The desk is as much a furniture project as an electronics project, but it does have a Raspberry Pi, a scavenged laptop LCD, embedded touch sensors and LEDs, a wireless charger, and a built-in sound system. In addition, it uses a Gertbot and some stepper motors that it uses to raise and lower the screen in and out of the desk (watch the video below to see how that looks).

[Fredrick] used Python to get the major functions of the desk programmed. We couldn’t help but think of all the things you could do with an easily programmable desk surface: show stock quotes (or sports scores), notify about e-mail, or other things. Although it doesn’t look like it would be simple for a simple user to add those things, if you were a handy programmer, they look like they’d be in reach.

We’ve seen some desks before, but nothing quite like this. We couldn’t help but wonder if you could add some Minority Report-style goodness to [Frederick’s] already impressive desk.

Continue reading “Raspberry Pi Powers The Desk Of The Future”

Smart Cards Used To Hack Smart Cards

Back in the day, true hackers – the kind that would build VCRs out of 555 chips only to end up in the Hackaday comments section in their twilight years – would steal satellite TV feeds with the help of tiny little microcontrollers embedded in a credit card. This was the wild west, when a parallel port was the equivalent of a six-shooter and Jnco jeans were a ten gallon hat.

The backdoors that enabled these satellite pirates have long been closed, but these devices for stealing HBO have now evolved into stealing €600,000 worth of goods using a most unlikely source: chip and pin card terminals. A gang of criminals in Belgium have successfully broken chip and pin, and although the exploit has now been closed, the researchers behind the investigation have published their war story for one of the most interesting hacks in recent memory.
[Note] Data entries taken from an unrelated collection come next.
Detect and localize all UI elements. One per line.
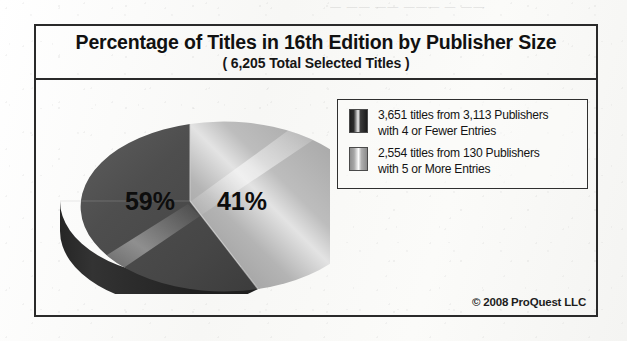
- legend-swatch-light-icon: [349, 147, 368, 171]
- plot-area: 59% 41% 3,651 titles from 3,113 Publishe…: [36, 80, 596, 315]
- legend-item: 3,651 titles from 3,113 Publishers with …: [349, 108, 579, 144]
- legend-label-dark-line2: with 4 or Fewer Entries: [378, 124, 496, 138]
- pie-label-dark: 59%: [125, 187, 175, 215]
- legend-label-dark: 3,651 titles from 3,113 Publishers with …: [378, 108, 548, 139]
- legend-label-light-line1: 2,554 titles from 130 Publishers: [378, 146, 540, 160]
- legend: 3,651 titles from 3,113 Publishers with …: [337, 99, 588, 189]
- legend-label-light-line2: with 5 or More Entries: [378, 162, 490, 176]
- copyright-notice: © 2008 ProQuest LLC: [472, 296, 586, 308]
- legend-label-light: 2,554 titles from 130 Publishers with 5 …: [378, 146, 540, 177]
- title-band: Percentage of Titles in 16th Edition by …: [36, 26, 596, 80]
- legend-label-dark-line1: 3,651 titles from 3,113 Publishers: [378, 108, 548, 122]
- legend-swatch-dark-icon: [349, 109, 368, 133]
- pie-label-light: 41%: [217, 187, 267, 215]
- chart-subtitle: ( 6,205 Total Selected Titles ): [36, 53, 596, 71]
- legend-item: 2,554 titles from 130 Publishers with 5 …: [349, 146, 579, 182]
- pie-chart-svg: 59% 41%: [50, 104, 330, 294]
- page-bleed-through-text: — —— —— ——— — ——: [330, 1, 610, 15]
- page-title: Percentage of Titles in 16th Edition by …: [36, 26, 596, 53]
- figure-frame: Percentage of Titles in 16th Edition by …: [34, 24, 598, 317]
- pie-chart: 59% 41%: [50, 104, 330, 294]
Chip and pin verification for Point of Sale (PoS) transactions are a relatively simple process; during a transaction, the PoS system asks for the user’s PIN and transmits it to the card. The card then simply answers ‘yes’ or ‘no’. In 2010, a vulnerability to this system was discovered, making it a simple matter for anyone to break chip and pin systems. This system used an FPGA with a backpack worth of modified hardware – executing it in a store would raise more than a few eyebrows.

The 2010 exploit hardware
The 2010 exploit hardware

The problem of implementing this system into something that was easily concealable was simply a matter of miniaturization. Thanks to the proliferation of smart cards over the last 20 years, very tiny microcontrollers are available that could manage this man-in-the-middle attack on a chip and pin system. What is a gang of criminals to do? Simply program a smart card with all the smarts required to pull of the hack, of course.

To pull off this exploit, an engineer in the gang of criminals used a FUNcard, a development platform for smart cards loaded up with an Atmel AVR AT90S8515 microcontroller and an EEPROM packaged in a small golden square. By removing the chip from this chipped card and replacing the chip in a stolen credit card, the criminals were able to reproduce the 2010 exploit in the wild, netting them €600,000 in stolen merchandise before they were caught.

How were they caught? The ‘buyer’ of the gang kept shopping at the same place. Rookie mistake, but once security researchers got their hands on this illegal hardware, they were amazed at what they found. Not only did the engineer responsible for this manage to put the code required for the exploit in an off-the-shelf smart card, the gold contact pads from the original credit card were rewired to the new microcontroller in an amazing feat of rework soldering.

Before this exploit was made public, the researchers developed a countermeasure for this attack that was swiftly installed in PoS terminals. They also came up with a few additional countermeasures that can be deployed in the future, just in case. In any event, it’s an amazing bit of reverse engineering, soldering, and craftsmanship that went into this crime spree, and as usual, it only took a massive loss for retailers to do anything about it.